IT’S become as predictable as a flame-throwers, confetti and champagne at Old Trafford.

At the end of the Million Pound Game the week before, the losing coach – and most often the winning gaffer too – calls for the match to be scrapped.
Corey Patterson
It’s one thing to celebrate the team that qualifies for a big final from the top of the table, and commiserate with the other side from up there who is beaten on the big day.

But – so the argument goes – it’s cruel to create an event out of a scrap at the bottom.

“The scenario around it and the uncertainty is ridiculous,” said Leigh coach Neil Jukes after the 26-10 defeat to Catalans at Leigh Sports Village.

“You talk a lot about player welfare and mental health. That comes around job security and finances and this is just a complete hypocritical (approach to) what we stand for.

“That doesn’t mean you shouldn’t get relegated but the legality of everything around it and the finances and the stuff what’s still up in the air, ultimately people lose jobs.

“That’s sickening and in that changing room there, there are some warriors, tough men. They’re crying.”

Sam Moa, on Sky TV, echoed these thoughts: “How can we as players be happy to move on, knowing they have to find new jobs and they’ve got mortgages to pay, they’ve got families to support? It’s very hard. There’s emotion there at the end but I’m glad we won.

“As the captain of this team today and as a club, I’d just like to send our condolences to Leigh. We think they deserve to be in the game.

“This isn’t a concept or this isn’t a game that we enjoy to play in as players.”

“Mental health” and “condolences” are heavy terms to bring into the post-match dissection of a piece of sport. Is their use justified? Perhaps one of the key comments on Saturday evening came from the Catalans coach, Steve McNamara.

“If you want promotion and relegation, take the gloves off and have no salary cap,” McNamara said. “Let the clubs spend what they want.”

With the rise of Castleford, Wakefield and Hull, surely a spending free-for-all would undo all the good work and return us to a “usual suspects” competition. But what Steve Mac describes, we kind of have.

We do now have is a system under which League One teams can spend as much as a Super League side. That’s how Toronto can afford to bid for, say, Sean O’Loughlin, if they want to. If Toronto were in Super League and played in the £1m game, they could argue that “jobs will be lost” if they lose but who’d have sympathy for them, given that they had pitted a fulltime side against part timers on the way up?

Couple this with the fact that Leigh owner Derek Beaumont has undertaken to keep a fulltime squad and the idea that losing £1m Game players might end up on the streets starts to look a little problematic. Some players might end up part time next year but will it actually be more than the natural attrition rate at any Super League club?

A good story to settle this argument would be to trace the career trajectories of every losing £1m Game player since the concept was introduced. Great feature idea, colleagues. Did they go broke? Were they forced into retirement?

Perhaps clubs must undertake at the start of each season to remain full time for at least 24 months – or else if they end in the relegation zone they automatically go down that year with no £1m Game played.

See, then, if clubs would willingly opt out of such a “ridiculous” game. I’m guessing they’d find the financial bond necessary to underwrite another season of paying full freight.

The point is that professional sports is not about players or coaches. The fact they don’t like something should have little or no impact on whether that thing exists. Professional sport is about providing a pleasant diversion at the weekend for the masses.

Each week the players get dressed up in bright colours, pull their socks all the way up and risk injury simply for the amusement of those in the stands and those at home. That’s what they do, like jugglers, fire breathers, rock stars and clowns.

They could lose their livelihood by playing poorly as an individual. They can now – very starkly – lose it by playing poorly as a group.

Yes, make sure they club is going to remain fulltime before the £1m Game kicks off.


> **WORK TASK**
Set down every entry again word for word, please, but skip the pictures.

> **RECORDS FOR THIS EXERCISE**

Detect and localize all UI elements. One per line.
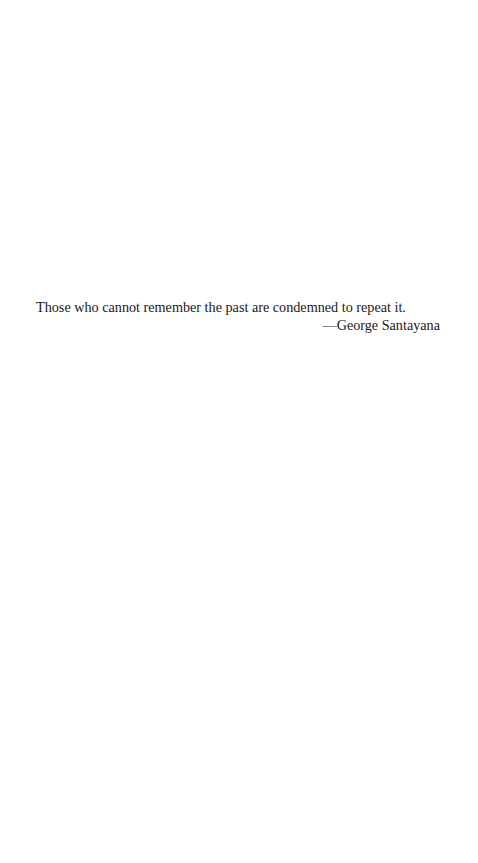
epigraph-attribution: —George Santayana: [36, 316, 440, 334]
epigraph-quote: Those who cannot remember the past are c…: [36, 298, 440, 316]
epigraph: Those who cannot remember the past are c…: [36, 298, 440, 334]
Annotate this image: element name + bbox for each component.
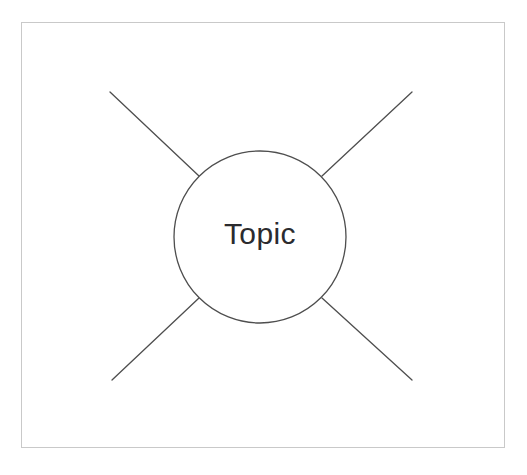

> **RESPONSE TO THE EXERCISE**
Detect and localize all UI elements. One per line.
epigraph-attribution: —George Santayana: [36, 316, 440, 334]
epigraph-quote: Those who cannot remember the past are c…: [36, 298, 440, 316]
epigraph: Those who cannot remember the past are c…: [36, 298, 440, 334]
Annotate this image: element name + bbox for each component.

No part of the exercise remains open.